■ WORK REQUIRED
Give a verbatim quotation of every record.

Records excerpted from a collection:
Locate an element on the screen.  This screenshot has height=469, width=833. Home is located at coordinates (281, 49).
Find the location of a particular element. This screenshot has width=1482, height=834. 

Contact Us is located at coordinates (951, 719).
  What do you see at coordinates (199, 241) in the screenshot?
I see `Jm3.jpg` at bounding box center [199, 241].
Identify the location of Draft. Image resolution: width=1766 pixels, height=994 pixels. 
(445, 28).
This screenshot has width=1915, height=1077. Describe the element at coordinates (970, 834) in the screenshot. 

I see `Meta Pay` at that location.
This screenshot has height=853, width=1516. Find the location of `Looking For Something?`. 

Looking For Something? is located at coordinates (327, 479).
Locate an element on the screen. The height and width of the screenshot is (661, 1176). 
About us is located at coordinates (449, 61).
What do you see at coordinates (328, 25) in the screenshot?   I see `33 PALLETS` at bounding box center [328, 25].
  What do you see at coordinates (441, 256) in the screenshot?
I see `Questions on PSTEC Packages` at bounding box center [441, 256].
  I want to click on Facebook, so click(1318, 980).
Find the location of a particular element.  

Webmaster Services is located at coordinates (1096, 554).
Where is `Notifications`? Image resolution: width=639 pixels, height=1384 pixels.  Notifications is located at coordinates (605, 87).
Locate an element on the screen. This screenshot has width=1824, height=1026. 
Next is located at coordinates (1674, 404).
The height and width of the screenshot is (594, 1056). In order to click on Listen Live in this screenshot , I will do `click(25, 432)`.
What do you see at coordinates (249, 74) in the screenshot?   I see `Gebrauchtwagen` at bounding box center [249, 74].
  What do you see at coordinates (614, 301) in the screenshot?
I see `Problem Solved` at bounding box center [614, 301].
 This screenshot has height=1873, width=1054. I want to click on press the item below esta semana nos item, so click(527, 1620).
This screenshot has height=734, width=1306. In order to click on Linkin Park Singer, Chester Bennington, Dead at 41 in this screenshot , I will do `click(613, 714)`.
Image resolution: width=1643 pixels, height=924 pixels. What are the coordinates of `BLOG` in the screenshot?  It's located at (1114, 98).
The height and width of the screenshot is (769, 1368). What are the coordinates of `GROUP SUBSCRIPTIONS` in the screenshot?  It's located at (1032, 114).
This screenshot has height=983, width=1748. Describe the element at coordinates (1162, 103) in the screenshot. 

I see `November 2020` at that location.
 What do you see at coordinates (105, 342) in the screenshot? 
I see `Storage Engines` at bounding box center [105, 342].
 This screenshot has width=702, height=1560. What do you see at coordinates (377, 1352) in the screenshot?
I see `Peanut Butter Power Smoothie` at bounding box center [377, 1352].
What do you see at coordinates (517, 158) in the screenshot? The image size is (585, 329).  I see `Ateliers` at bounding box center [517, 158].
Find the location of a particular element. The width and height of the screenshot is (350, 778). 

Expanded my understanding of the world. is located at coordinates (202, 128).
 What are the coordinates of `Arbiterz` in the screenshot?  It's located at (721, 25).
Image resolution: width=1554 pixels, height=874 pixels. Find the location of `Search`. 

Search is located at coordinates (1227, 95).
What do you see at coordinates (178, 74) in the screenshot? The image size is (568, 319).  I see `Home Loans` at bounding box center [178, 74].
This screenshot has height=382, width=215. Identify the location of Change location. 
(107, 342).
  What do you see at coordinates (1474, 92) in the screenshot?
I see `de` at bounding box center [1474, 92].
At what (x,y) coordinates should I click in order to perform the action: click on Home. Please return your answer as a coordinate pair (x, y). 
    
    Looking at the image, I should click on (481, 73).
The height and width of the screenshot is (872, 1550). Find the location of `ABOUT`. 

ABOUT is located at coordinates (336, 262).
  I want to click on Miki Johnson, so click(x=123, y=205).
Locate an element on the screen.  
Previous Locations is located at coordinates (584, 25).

■ RESPONSE BELOW
Locate an element on the screen.  This screenshot has height=469, width=833. Home is located at coordinates (281, 49).
Find the location of a particular element. This screenshot has width=1482, height=834. 

Contact Us is located at coordinates (951, 719).
  What do you see at coordinates (199, 241) in the screenshot?
I see `Jm3.jpg` at bounding box center [199, 241].
Identify the location of Draft. Image resolution: width=1766 pixels, height=994 pixels. 
(445, 28).
This screenshot has width=1915, height=1077. Describe the element at coordinates (970, 834) in the screenshot. 

I see `Meta Pay` at that location.
This screenshot has height=853, width=1516. Find the location of `Looking For Something?`. 

Looking For Something? is located at coordinates (327, 479).
Locate an element on the screen. The height and width of the screenshot is (661, 1176). 
About us is located at coordinates (449, 61).
What do you see at coordinates (328, 25) in the screenshot?   I see `33 PALLETS` at bounding box center [328, 25].
  What do you see at coordinates (441, 256) in the screenshot?
I see `Questions on PSTEC Packages` at bounding box center [441, 256].
  I want to click on Facebook, so click(1318, 980).
Find the location of a particular element.  

Webmaster Services is located at coordinates (1096, 554).
Where is `Notifications`? Image resolution: width=639 pixels, height=1384 pixels.  Notifications is located at coordinates (605, 87).
Locate an element on the screen. This screenshot has width=1824, height=1026. 
Next is located at coordinates (1674, 404).
The height and width of the screenshot is (594, 1056). In order to click on Listen Live in this screenshot , I will do `click(25, 432)`.
What do you see at coordinates (249, 74) in the screenshot?   I see `Gebrauchtwagen` at bounding box center [249, 74].
  What do you see at coordinates (614, 301) in the screenshot?
I see `Problem Solved` at bounding box center [614, 301].
 This screenshot has height=1873, width=1054. I want to click on press the item below esta semana nos item, so click(527, 1620).
This screenshot has height=734, width=1306. In order to click on Linkin Park Singer, Chester Bennington, Dead at 41 in this screenshot , I will do `click(613, 714)`.
Image resolution: width=1643 pixels, height=924 pixels. What are the coordinates of `BLOG` in the screenshot?  It's located at (1114, 98).
The height and width of the screenshot is (769, 1368). What are the coordinates of `GROUP SUBSCRIPTIONS` in the screenshot?  It's located at (1032, 114).
This screenshot has height=983, width=1748. Describe the element at coordinates (1162, 103) in the screenshot. 

I see `November 2020` at that location.
 What do you see at coordinates (105, 342) in the screenshot? 
I see `Storage Engines` at bounding box center [105, 342].
 This screenshot has width=702, height=1560. What do you see at coordinates (377, 1352) in the screenshot?
I see `Peanut Butter Power Smoothie` at bounding box center [377, 1352].
What do you see at coordinates (517, 158) in the screenshot? The image size is (585, 329).  I see `Ateliers` at bounding box center [517, 158].
Find the location of a particular element. The width and height of the screenshot is (350, 778). 

Expanded my understanding of the world. is located at coordinates (202, 128).
 What are the coordinates of `Arbiterz` in the screenshot?  It's located at (721, 25).
Image resolution: width=1554 pixels, height=874 pixels. Find the location of `Search`. 

Search is located at coordinates (1227, 95).
What do you see at coordinates (178, 74) in the screenshot? The image size is (568, 319).  I see `Home Loans` at bounding box center [178, 74].
This screenshot has height=382, width=215. Identify the location of Change location. 
(107, 342).
  What do you see at coordinates (1474, 92) in the screenshot?
I see `de` at bounding box center [1474, 92].
At what (x,y) coordinates should I click in order to perform the action: click on Home. Please return your answer as a coordinate pair (x, y). 
    
    Looking at the image, I should click on (481, 73).
The height and width of the screenshot is (872, 1550). Find the location of `ABOUT`. 

ABOUT is located at coordinates (336, 262).
  I want to click on Miki Johnson, so click(x=123, y=205).
Locate an element on the screen.  
Previous Locations is located at coordinates (584, 25).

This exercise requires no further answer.